Understanding the customer journey as a strategic tool
- linndickson
- Dec 17, 2025
- 2 min read

Many organisations describe their customers through segments, personas or funnel stages. These perspectives can be useful, yet they often stay abstract and disconnected from everyday decisions. What tends to improve decision quality is a clearer understanding of how customers actually move through interactions over time and how the organisation is experienced across those moments.
A customer journey captures this movement. It shows how people encounter an organisation, how they engage, where friction appears and what shapes their experience from first contact to ongoing use. Without this view, decisions are often made in isolation, guided more by internal logic than real behaviour.
Why the customer journey matters
From a strategic perspective, customer journeys provide context. They reveal how touchpoints connect, where handovers break down and where expectations are created or lost. This helps explain why initiatives sometimes fail to deliver impact, even when they look sound within individual functions.
Journey thinking also highlights gaps that are difficult to see internally. Marketing, sales, product and service may perform well on their own, yet the experience can still feel fragmented when viewed from the customer’s side.
A short example. Sephora
As Sephora expanded across digital and physical channels, customers increasingly moved between online research, mobile interaction, loyalty programmes and in-store purchases. While each channel worked well individually, the experience was not always perceived as connected.
By working systematically with the customer journey, Sephora gained clarity on how customers moved across touchpoints and where friction influenced behaviour. This helped the organisation prioritise improvements that strengthened coherence across channels and supported higher engagement over time.
Why this thinking applies beyond retail
Although this example comes from a consumer brand, the same customer journey logic applies to industries such as med-tech and pharma. In these settings, journeys are often more complex, involve multiple stakeholders and unfold over longer timeframes, yet the underlying dynamics are similar.
Healthcare professionals, patients and decision makers move through sequences of interactions that shape understanding, confidence and adoption. Handovers between roles, functions and systems matter. Unclear ownership or fragmented experiences create friction that affects outcomes. A shared view of the journey helps organisations identify where decisions stall, where effort is duplicated and where focus has the greatest impact.
A foundation for better decisions
When organisations share a common view of the customer journey, conversations change. Decisions become easier to align across teams, trade-offs clearer and priorities more focused. Strategy becomes grounded in how the organisation is actually experienced.
Used well, customer journey mapping supports stronger choices in marketing, innovation and service development, while reducing the risk of solving the wrong problem.
If you want to discuss these topics further, feel free to reach out.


Assignment
From the line containing "List all visible" through the last line of the data, both ends included, write out every line exactly; omit the pictures.

Provided data

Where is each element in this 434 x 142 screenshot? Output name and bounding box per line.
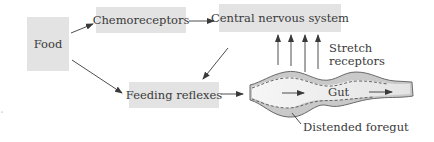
label-stretch-receptors: Stretch receptors bbox=[329, 42, 385, 68]
label-distended-foregut: Distended foregut bbox=[303, 121, 409, 134]
stray-mark bbox=[1, 111, 2, 112]
node-feeding-reflexes-label: Feeding reflexes bbox=[126, 88, 222, 102]
node-food-label: Food bbox=[34, 37, 63, 51]
node-feeding-reflexes: Feeding reflexes bbox=[129, 82, 219, 108]
node-chemoreceptors-label: Chemoreceptors bbox=[93, 13, 190, 27]
arrow-food-to-feeding-reflexes bbox=[72, 60, 122, 93]
node-cns-label: Central nervous system bbox=[211, 11, 349, 25]
arrow-cns-to-feeding-reflexes bbox=[203, 48, 228, 79]
arrows bbox=[71, 21, 392, 124]
node-food: Food bbox=[27, 17, 69, 71]
node-central-nervous-system: Central nervous system bbox=[219, 4, 341, 32]
label-gut: Gut bbox=[328, 86, 349, 99]
node-chemoreceptors: Chemoreceptors bbox=[96, 7, 186, 33]
arrow-food-to-chemoreceptors bbox=[71, 24, 93, 33]
label-stretch-line2: receptors bbox=[329, 55, 385, 68]
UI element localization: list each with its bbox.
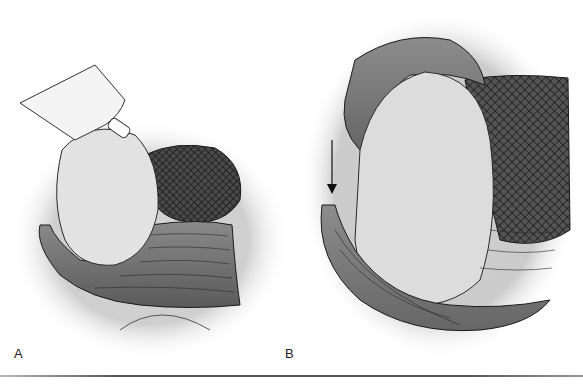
panel-label-b: B	[285, 346, 294, 361]
panel-b: B	[300, 0, 583, 365]
panel-a: A	[0, 0, 300, 365]
bottom-divider-rule	[0, 375, 583, 377]
panel-a-drawing	[0, 0, 300, 365]
panel-b-drawing	[300, 0, 583, 365]
panel-label-a: A	[14, 346, 23, 361]
medical-illustration-figure: A	[0, 0, 583, 370]
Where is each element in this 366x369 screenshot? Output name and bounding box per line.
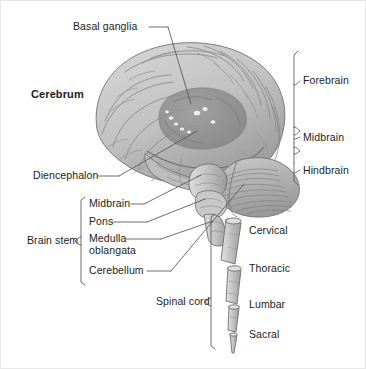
label-cerebrum: Cerebrum (31, 89, 84, 101)
label-midbrain: Midbrain (303, 132, 344, 144)
label-sacral: Sacral (249, 329, 279, 341)
label-diencephalon: Diencephalon (33, 170, 98, 182)
leader-midbrain-stem (131, 175, 201, 204)
label-forebrain: Forebrain (303, 75, 349, 87)
leader-lines-and-brackets (1, 1, 366, 369)
label-pons: Pons (89, 216, 113, 228)
divisions-bracket (294, 51, 300, 185)
label-hindbrain: Hindbrain (303, 165, 349, 177)
spinal-cord-bracket (205, 214, 215, 349)
label-brain-stem: Brain stem (27, 235, 78, 247)
label-cerebellum: Cerebellum (89, 265, 144, 277)
label-cervical: Cervical (249, 225, 288, 237)
label-thoracic: Thoracic (249, 263, 290, 275)
label-medulla-line2: oblangata (89, 245, 136, 257)
label-medulla-line1: Medulla (89, 233, 126, 245)
brain-anatomy-diagram: Basal ganglia Cerebrum Diencephalon Brai… (0, 0, 366, 369)
label-spinal-cord: Spinal cord (156, 296, 210, 308)
label-midbrain-stem: Midbrain (89, 198, 130, 210)
label-lumbar: Lumbar (249, 299, 285, 311)
leader-basal-ganglia (149, 27, 191, 104)
leader-diencephalon (98, 131, 197, 176)
label-basal-ganglia: Basal ganglia (73, 21, 137, 33)
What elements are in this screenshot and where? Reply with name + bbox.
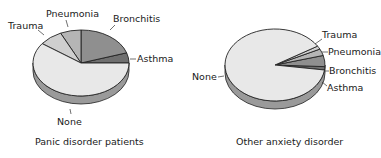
label-pneumonia-right: Pneumonia bbox=[328, 46, 381, 57]
label-trauma-right: Trauma bbox=[321, 29, 357, 40]
label-asthma-left: Asthma bbox=[137, 53, 173, 64]
label-bronchitis-left: Bronchitis bbox=[113, 13, 160, 24]
label-none-left: None bbox=[57, 116, 82, 127]
label-pneumonia-left: Pneumonia bbox=[46, 8, 99, 19]
label-asthma-right: Asthma bbox=[327, 82, 363, 93]
caption-right: Other anxiety disorder bbox=[236, 136, 343, 147]
pie-charts: Trauma Pneumonia Bronchitis Asthma None … bbox=[0, 0, 381, 158]
label-none-right: None bbox=[192, 71, 217, 82]
label-trauma-left: Trauma bbox=[7, 20, 43, 31]
caption-left: Panic disorder patients bbox=[35, 136, 144, 147]
label-bronchitis-right: Bronchitis bbox=[329, 65, 376, 76]
pie-chart-other-anxiety bbox=[225, 29, 325, 109]
pie-chart-panic-disorder bbox=[33, 30, 129, 104]
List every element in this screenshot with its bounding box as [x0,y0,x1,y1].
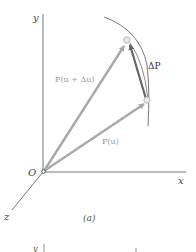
p-u-label: P(u) [102,137,119,146]
delta-p-label: ΔP [148,61,161,71]
y-axis-label: y [32,12,39,23]
x-axis-label: x [178,175,184,186]
figure-b-y-label: y [32,244,38,252]
vector-p-u-plus-du [44,46,124,171]
space-curve [104,17,149,126]
origin-label: O [28,167,36,178]
point-p-u-du [124,37,130,43]
origin-point [42,170,46,174]
point-p-u [144,97,150,103]
figure-a-caption: (a) [83,213,96,223]
vector-p-u [44,104,144,171]
p-u-du-label: P(u + Δu) [55,75,95,84]
z-axis-label: z [3,211,10,222]
parametric-curve-diagram: y x z O P(u + Δu) P(u) ΔP (a) y [0,0,196,252]
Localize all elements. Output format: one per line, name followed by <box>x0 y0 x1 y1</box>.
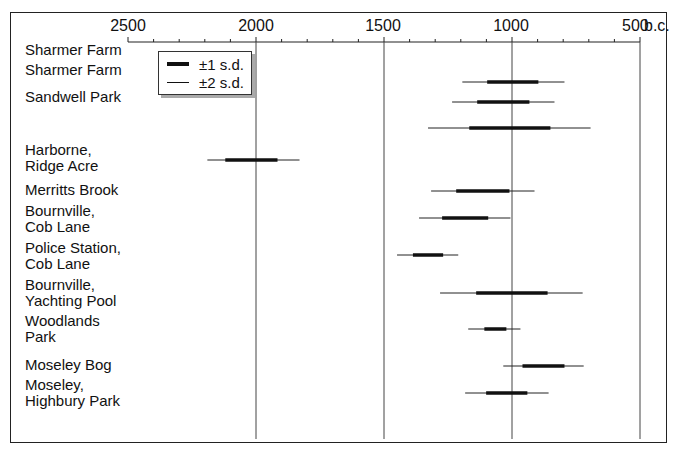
site-label-merritts-brook: Merritts Brook <box>25 182 118 198</box>
site-label-police-station-cob-lane: Police Station, Cob Lane <box>25 240 121 272</box>
site-label-sharmer-farm-1: Sharmer Farm <box>25 42 122 58</box>
legend-label-2sd: ±2 s.d. <box>199 74 244 91</box>
x-tick-label-2500: 2500 <box>110 17 146 35</box>
thin-line-swatch-icon <box>167 82 189 83</box>
legend-item-1sd: ±1 s.d. <box>167 55 244 73</box>
site-label-moseley-highbury-park: Moseley, Highbury Park <box>25 377 120 409</box>
site-label-bournville-yachting-pool: Bournville, Yachting Pool <box>25 277 116 309</box>
x-tick-label-1500: 1500 <box>365 17 401 35</box>
site-label-woodlands-park: Woodlands Park <box>25 313 100 345</box>
site-label-sandwell-park: Sandwell Park <box>25 89 121 105</box>
site-label-bournville-cob-lane: Bournville, Cob Lane <box>25 203 95 235</box>
x-tick-label-2000: 2000 <box>238 17 274 35</box>
x-tick-label-1000: 1000 <box>493 17 529 35</box>
thick-line-swatch-icon <box>167 62 189 66</box>
legend: ±1 s.d. ±2 s.d. <box>158 51 252 95</box>
x-axis-unit-label: b.c. <box>644 17 670 35</box>
site-label-harborne-ridge-acre: Harborne, Ridge Acre <box>25 142 98 174</box>
legend-label-1sd: ±1 s.d. <box>199 56 244 73</box>
legend-item-2sd: ±2 s.d. <box>167 73 244 91</box>
site-label-moseley-bog: Moseley Bog <box>25 357 112 373</box>
site-label-sharmer-farm-2: Sharmer Farm <box>25 62 122 78</box>
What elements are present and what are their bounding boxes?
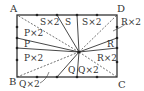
region-label-bottom-mid: Q [68,65,75,75]
region-label-top-mid: S [65,17,71,27]
rectangle-division-diagram: A D B C S×2 S S×2 P×2 P P×2 Q Q×2 Q×2 R … [0,0,144,91]
region-label-top-right: S×2 [82,17,101,27]
dot [116,47,119,50]
vertex-b-label: B [9,76,16,87]
dot [16,47,19,50]
dot [76,14,79,17]
dot [56,76,59,79]
dot [116,26,119,29]
region-label-left-top: P×2 [24,28,43,38]
region-label-bottom-callout: Q×2 [19,79,40,89]
dot [96,14,99,17]
dot [16,37,19,40]
dot [56,14,59,17]
region-label-right-lower: R×2 [97,53,117,63]
dot [16,26,19,29]
region-label-right-callout: R×2 [121,17,141,27]
region-label-left-mid: P [24,39,30,49]
dot [96,76,99,79]
vertex-d-label: D [117,3,125,14]
dot [36,76,39,79]
region-label-bottom-right: Q×2 [78,65,99,75]
center-point [77,50,80,53]
region-label-top-left: S×2 [40,17,59,27]
vertex-a-label: A [9,3,18,14]
dot [76,76,79,79]
dot [16,59,19,62]
region-label-right-mid: R [107,39,114,49]
region-label-left-bottom: P×2 [24,53,43,63]
vertex-c-label: C [118,79,126,90]
dot [36,14,39,17]
dot [116,37,119,40]
line-center-to-top-3 [77,15,79,52]
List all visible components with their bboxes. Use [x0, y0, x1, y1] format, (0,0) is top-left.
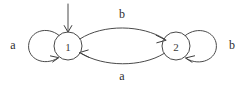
transition-label-2-to-1: a — [119, 69, 125, 83]
transition-2-to-1 — [79, 50, 163, 64]
transition-label-loop-2: b — [229, 38, 235, 52]
edge-1-2-path — [80, 28, 165, 39]
start-arrow — [64, 4, 72, 32]
automaton-diagram: 1 2 a b a b — [0, 0, 245, 85]
state-label-1: 1 — [65, 41, 71, 53]
transition-label-1-to-2: b — [119, 7, 125, 21]
state-label-2: 2 — [173, 41, 179, 53]
automaton-canvas: 1 2 a b a b — [0, 0, 245, 85]
edge-2-1-path — [81, 53, 164, 63]
edge-1-2-arrow-head-icon — [156, 35, 166, 43]
transition-1-to-2 — [80, 28, 166, 43]
transition-label-loop-1: a — [10, 38, 16, 52]
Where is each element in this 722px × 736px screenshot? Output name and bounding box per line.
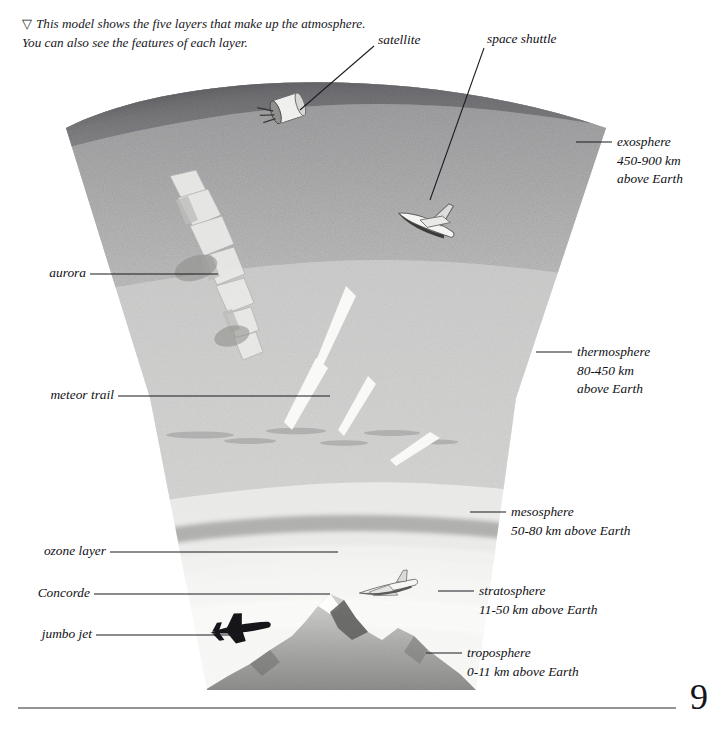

Exercise solution
List all visible components with their bboxes. Use [x0, y0, x1, y1] format, (0,0) is top-left.
transition-label-2-to-1: a — [119, 69, 125, 83]
transition-2-to-1 — [79, 50, 163, 64]
transition-label-loop-2: b — [229, 38, 235, 52]
edge-1-2-path — [80, 28, 165, 39]
start-arrow — [64, 4, 72, 32]
automaton-diagram: 1 2 a b a b — [0, 0, 245, 85]
state-label-1: 1 — [65, 41, 71, 53]
transition-label-1-to-2: b — [119, 7, 125, 21]
state-label-2: 2 — [173, 41, 179, 53]
automaton-canvas: 1 2 a b a b — [0, 0, 245, 85]
edge-2-1-path — [81, 53, 164, 63]
edge-1-2-arrow-head-icon — [156, 35, 166, 43]
transition-1-to-2 — [80, 28, 166, 43]
transition-label-loop-1: a — [10, 38, 16, 52]
Where is each element in this 722px × 736px screenshot? Output name and bounding box per line.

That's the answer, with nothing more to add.